Soldiers and medical personnel in surgical gowns carried body bags on stretchers off helicopters that flew the first recovered bodies from ships at sea to the island of Fernando de Noronha yesterday. Officials said the remains will then be taken by plane to the northeastern coastal city of Recife, where experts will try to identify them.
Brazilian officials said searchers had found 24 bodies by yesterday morning.
Peter Goelz, a former managing director of the National Transportation Safety Board, said that identifying the bodies, knowing where people were sitting and studying their injuries could give clues to causes of the May 31 crash that killed 228 people.
With the plane's data recorders still apparently deep in the ocean, investigators have been focusing on the possibility that external speed monitors - called Pitot tubes - iced over and gave dangerously false readings to the plane's computers in a thunderstorm.
The L-shaped metal Pitot tubes jut from the wing or fuselage of a plane, and are heated to prevent icing. The pressure of air entering the tubes lets sensors measure the speed and angle of flight. A malfunctioning Pitot tube could mislead computer controlling the plane to accelerate or decelerate in a potentially dangerous fashion.
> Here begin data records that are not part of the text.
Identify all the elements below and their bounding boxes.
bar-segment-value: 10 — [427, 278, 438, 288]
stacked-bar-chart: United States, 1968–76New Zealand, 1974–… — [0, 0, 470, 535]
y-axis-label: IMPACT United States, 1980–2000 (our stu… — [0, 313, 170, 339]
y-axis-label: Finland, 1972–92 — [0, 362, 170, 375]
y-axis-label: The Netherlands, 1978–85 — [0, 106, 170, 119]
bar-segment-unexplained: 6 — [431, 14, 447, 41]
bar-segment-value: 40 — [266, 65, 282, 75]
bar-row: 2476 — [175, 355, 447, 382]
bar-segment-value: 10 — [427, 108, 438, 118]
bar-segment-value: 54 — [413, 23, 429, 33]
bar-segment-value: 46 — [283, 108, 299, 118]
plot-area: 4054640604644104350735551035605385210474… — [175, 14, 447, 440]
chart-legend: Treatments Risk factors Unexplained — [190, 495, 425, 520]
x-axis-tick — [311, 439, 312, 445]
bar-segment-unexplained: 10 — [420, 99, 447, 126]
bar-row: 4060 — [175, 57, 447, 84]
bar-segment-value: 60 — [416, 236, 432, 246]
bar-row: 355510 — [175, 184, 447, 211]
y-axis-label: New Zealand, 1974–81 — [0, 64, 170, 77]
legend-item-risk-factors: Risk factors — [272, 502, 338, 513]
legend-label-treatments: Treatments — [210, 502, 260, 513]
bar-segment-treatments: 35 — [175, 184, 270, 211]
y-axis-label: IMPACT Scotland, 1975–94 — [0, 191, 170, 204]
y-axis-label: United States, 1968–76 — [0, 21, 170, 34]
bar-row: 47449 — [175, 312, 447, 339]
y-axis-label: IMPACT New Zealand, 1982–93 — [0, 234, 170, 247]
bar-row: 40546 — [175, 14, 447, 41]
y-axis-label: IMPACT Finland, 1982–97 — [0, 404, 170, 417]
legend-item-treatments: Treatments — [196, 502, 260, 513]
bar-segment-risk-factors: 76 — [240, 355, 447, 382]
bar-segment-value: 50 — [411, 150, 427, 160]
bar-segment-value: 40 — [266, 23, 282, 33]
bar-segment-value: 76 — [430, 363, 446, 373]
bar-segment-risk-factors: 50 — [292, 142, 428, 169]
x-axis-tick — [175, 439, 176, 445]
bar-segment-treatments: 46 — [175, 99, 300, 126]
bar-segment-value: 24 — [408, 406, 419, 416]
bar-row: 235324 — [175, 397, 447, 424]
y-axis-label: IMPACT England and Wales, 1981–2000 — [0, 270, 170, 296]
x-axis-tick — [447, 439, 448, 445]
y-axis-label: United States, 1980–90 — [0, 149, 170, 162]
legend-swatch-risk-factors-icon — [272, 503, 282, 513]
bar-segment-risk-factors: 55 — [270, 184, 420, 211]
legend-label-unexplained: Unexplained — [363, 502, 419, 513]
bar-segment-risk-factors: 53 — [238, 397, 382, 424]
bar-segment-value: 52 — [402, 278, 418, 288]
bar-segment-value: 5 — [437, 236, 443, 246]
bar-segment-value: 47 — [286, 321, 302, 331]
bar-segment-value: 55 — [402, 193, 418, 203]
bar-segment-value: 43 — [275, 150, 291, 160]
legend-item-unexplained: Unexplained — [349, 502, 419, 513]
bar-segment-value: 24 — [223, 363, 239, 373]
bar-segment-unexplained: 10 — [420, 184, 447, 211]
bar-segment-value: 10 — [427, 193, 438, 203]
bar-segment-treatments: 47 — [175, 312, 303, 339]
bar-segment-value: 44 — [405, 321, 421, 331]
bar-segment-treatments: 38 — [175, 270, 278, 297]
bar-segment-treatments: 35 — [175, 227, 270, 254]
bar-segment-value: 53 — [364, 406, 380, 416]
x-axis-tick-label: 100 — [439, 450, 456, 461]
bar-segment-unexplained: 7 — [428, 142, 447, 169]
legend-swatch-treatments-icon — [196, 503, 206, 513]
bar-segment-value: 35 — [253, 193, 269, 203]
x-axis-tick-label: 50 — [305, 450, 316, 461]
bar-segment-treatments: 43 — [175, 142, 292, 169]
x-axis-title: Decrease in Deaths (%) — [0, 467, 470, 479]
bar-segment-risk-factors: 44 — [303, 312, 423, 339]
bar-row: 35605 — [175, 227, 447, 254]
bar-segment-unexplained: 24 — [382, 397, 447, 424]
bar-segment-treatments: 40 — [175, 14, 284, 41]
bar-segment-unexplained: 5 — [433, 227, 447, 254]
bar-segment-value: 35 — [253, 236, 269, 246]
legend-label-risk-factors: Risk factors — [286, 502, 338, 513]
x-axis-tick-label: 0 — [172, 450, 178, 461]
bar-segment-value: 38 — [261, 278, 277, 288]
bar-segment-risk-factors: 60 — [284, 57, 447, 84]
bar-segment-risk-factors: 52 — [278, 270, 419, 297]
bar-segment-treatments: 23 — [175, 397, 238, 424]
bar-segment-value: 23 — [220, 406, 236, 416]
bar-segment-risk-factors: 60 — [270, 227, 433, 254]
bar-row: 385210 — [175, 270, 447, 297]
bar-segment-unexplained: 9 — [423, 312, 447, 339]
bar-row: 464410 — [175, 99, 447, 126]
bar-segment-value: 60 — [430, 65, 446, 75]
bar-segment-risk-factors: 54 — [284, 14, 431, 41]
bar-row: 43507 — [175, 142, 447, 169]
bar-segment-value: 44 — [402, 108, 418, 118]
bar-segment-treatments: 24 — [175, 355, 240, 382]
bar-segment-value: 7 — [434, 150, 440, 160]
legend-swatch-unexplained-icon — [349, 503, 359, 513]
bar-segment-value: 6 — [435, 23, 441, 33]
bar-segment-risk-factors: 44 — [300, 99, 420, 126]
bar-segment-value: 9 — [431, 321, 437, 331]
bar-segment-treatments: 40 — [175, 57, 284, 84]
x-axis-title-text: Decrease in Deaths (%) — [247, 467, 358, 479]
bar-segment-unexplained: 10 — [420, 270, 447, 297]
Air France said it began replacing the Pitot tubes on the Airbus A330 model on April 27 after an improved version became available and said it will finish the work in the "coming weeks."
The monitors had not yet been replaced on the plane that crashed while on a flight from Rio de Janeiro to Paris.
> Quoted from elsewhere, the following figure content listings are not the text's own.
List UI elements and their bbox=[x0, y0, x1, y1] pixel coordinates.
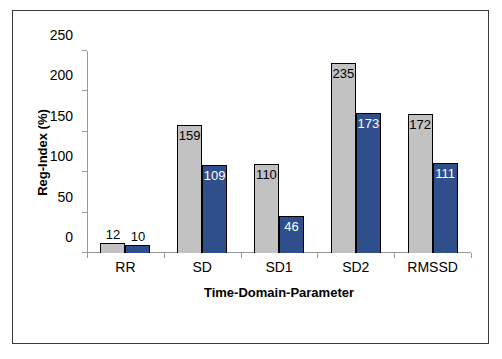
bar-blue: 10 bbox=[125, 245, 150, 253]
x-axis-tick bbox=[394, 253, 395, 258]
bar-blue: 46 bbox=[279, 216, 304, 253]
bar-value-label: 12 bbox=[106, 228, 120, 241]
y-axis-tick-label: 50 bbox=[57, 189, 73, 205]
x-axis-tick bbox=[87, 253, 88, 258]
bar-blue: 173 bbox=[356, 113, 381, 253]
x-axis-tick bbox=[317, 253, 318, 258]
y-axis-title-text: Reg-Index (%) bbox=[35, 109, 50, 196]
bar-group: 12 10 bbox=[87, 51, 164, 253]
x-category-label: RR bbox=[87, 259, 164, 281]
bar-blue: 111 bbox=[433, 163, 458, 253]
x-category-label: SD bbox=[164, 259, 241, 281]
bar-group: 110 46 bbox=[241, 51, 318, 253]
bar-value-label: 46 bbox=[284, 220, 298, 233]
bar-gray: 172 bbox=[408, 114, 433, 253]
bar-group: 172 111 bbox=[394, 51, 471, 253]
x-category-label: RMSSD bbox=[394, 259, 471, 281]
y-axis-tick-label: 100 bbox=[50, 148, 73, 164]
figure-frame: Reg-Index (%) 050100150200250 12 10 159 bbox=[12, 10, 489, 344]
x-axis-title: Time-Domain-Parameter bbox=[87, 285, 471, 300]
y-axis-tick-label: 200 bbox=[50, 67, 73, 83]
bar-value-label: 173 bbox=[357, 117, 379, 130]
y-axis-tick-label: 0 bbox=[65, 229, 73, 245]
x-axis-tick bbox=[241, 253, 242, 258]
bar-group: 159 109 bbox=[164, 51, 241, 253]
bar-groups: 12 10 159 109 110 46 bbox=[87, 51, 471, 253]
x-axis-tick bbox=[471, 253, 472, 258]
bar-gray: 12 bbox=[100, 243, 125, 253]
bar-group: 235 173 bbox=[317, 51, 394, 253]
bar-value-label: 110 bbox=[256, 168, 277, 181]
bar-value-label: 172 bbox=[409, 118, 431, 131]
x-category-label: SD1 bbox=[241, 259, 318, 281]
bar-value-label: 111 bbox=[435, 167, 455, 180]
x-axis-category-labels: RR SD SD1 SD2 RMSSD bbox=[87, 259, 471, 281]
y-axis-tick-label: 150 bbox=[50, 108, 73, 124]
plot-area: 050100150200250 12 10 159 109 bbox=[87, 51, 471, 253]
bar-blue: 109 bbox=[202, 165, 227, 253]
x-category-label: SD2 bbox=[317, 259, 394, 281]
bar-gray: 235 bbox=[331, 63, 356, 253]
bar-gray: 110 bbox=[254, 164, 279, 253]
bar-value-label: 109 bbox=[204, 169, 226, 182]
y-axis-tick-label: 250 bbox=[50, 27, 73, 43]
bar-value-label: 10 bbox=[131, 230, 145, 243]
bar-value-label: 235 bbox=[332, 67, 354, 80]
bar-value-label: 159 bbox=[179, 129, 201, 142]
bar-gray: 159 bbox=[177, 125, 202, 253]
x-axis-tick bbox=[164, 253, 165, 258]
Soldiers and medical personnel in surgical gowns carried body bags on stretchers off helicopters that flew the first recovered bodies from ships at sea to the island of Fernando de Noronha yesterday. Officials said the remains will then be taken by plane to the northeastern coastal city of Recife, where experts will try to identify them.
Brazilian officials said searchers had found 24 bodies by yesterday morning.
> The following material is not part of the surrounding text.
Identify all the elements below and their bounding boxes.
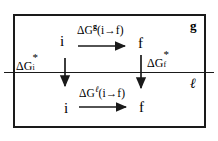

Peter Goelz, a former managing director of the National Transportation Safety Board, said that identifying the bodies, knowing where people were sitting and studying their injuries could give clues to causes of the May 31 crash that killed 228 people.
With the plane's data recorders still apparently deep in the ocean, investigators have been focusing on the possibility that external speed monitors - called Pitot tubes - iced over and gave dangerously false readings to the plane's computers in a thunderstorm.
The L-shaped metal Pitot tubes jut from the wing or fuselage of a plane, and are heated to prevent icing. The pressure of air entering the tubes lets sensors measure the speed and angle of flight. A malfunctioning Pitot tube could mislead computer controlling the plane to accelerate or decelerate in a potentially dangerous fashion.
Air France said it began replacing the Pitot tubes on the Airbus A330 model on April 27 after an improved version became available and said it will finish the work in the "coming weeks."
The monitors had not yet been replaced on the plane that crashed while on a flight from Rio de Janeiro to Paris.